I agree with most of your comment, but I don’t think this part generalizes. This isn’t feasible for most companies unless you’re operating at Facebook scale.


I agree it doesn't generalize, but I don't agree that it's because of "scale". It doesn't generalize because not every company should write its own language (and can't hire good enough engineers for this). And, fortunately, most "legacy" codebases aren't in "bad" languages, so there's no need for this.

Afaik, the team that did Hack/HHVM at Facebook is ~5 people. I don't think you need scale for this (the rewrite of the code itself is not a scale thing, the codebase is usually linear-ish in the number of engineers).

My point is: instead of doing a rewrite, be inventive and avoid it, and this is a great example.


What Facebook did amounts to rewriting PHP itself though.


And this made sense for Facebook because it probably would've taken 100s of engineers to rewrite all their php.

Also, not every company could hire the 5 people needed to do their own version of a hack/hhvm project. But at some point it makes sense to find those people instead of rewriting in an unrelated language


It’s not about how many engineers it takes to make a new programming language or runtime.

Facebook has the scale to invest in creating tooling, IDE extensions, core libraries, documentation, training, test frameworks, bindings, etc for a new language that they create. They also have the organizational scale and career development to make it worthwhile for an engineer to learn their proprietary language.

This doesn’t apply to most other companies.


A competitor can also eat your lunch with a greenfield product if you are unwilling to move on from your legacies.
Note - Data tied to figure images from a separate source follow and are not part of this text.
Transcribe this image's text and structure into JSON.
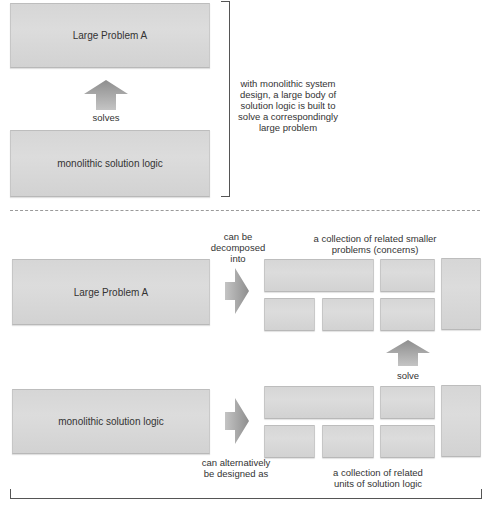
{
  "top_section": {
    "problem_box_label": "Large Problem A",
    "solution_box_label": "monolithic solution logic",
    "arrow_label": "solves",
    "bracket_note": "with monolithic system design, a large body of solution logic is built to solve a correspondingly large problem"
  },
  "bottom_section": {
    "problem_box_label": "Large Problem A",
    "solution_box_label": "monolithic solution logic",
    "decompose_label": "can be decomposed into",
    "alternative_label": "can alternatively be designed as",
    "problems_collection_label": "a collection of related smaller problems (concerns)",
    "solution_collection_label": "a collection of related units of solution logic",
    "solve_label": "solve"
  },
  "colors": {
    "box_fill": "#d8d8d8",
    "arrow_fill": "#a0a0a0",
    "text": "#333333",
    "divider": "#9a9a9a"
  }
}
I guess “rewrite” is bad, but “reinvent” with experience from the former system shouldn’t be shied away from. Incremental improvements might only take you so far before competition overtakes you.


I agree with this 1000%.

The only point I'd like to add is that incremental rewrites often have long-lasting value in terms of a culture that emphasizes continuously paying down tech debt.


far too often I have found rewrites, which in many cases involve moving to new hardware and possibly OS, tend to drag on because those involved do not know all the touch points of the current systems and also fail to properly count the investment other teams have in making connections to the original systems.

I have even seen them done to bypass a management/development team that was in disfavor with the company leadership. In effect, put together a new platform with new leadership.


Let me guess: the only specification they had was the old code?


You say it as a negative, but in practice, the old code is the only reliable specification.[1] Written specs are never comprehensive enough. If you rewrite based off of specs, you're bound to have both bugs and missing features.

[1] Well, if the codebase has very comprehensive tests, that's likely better than the old code. But few projects have this.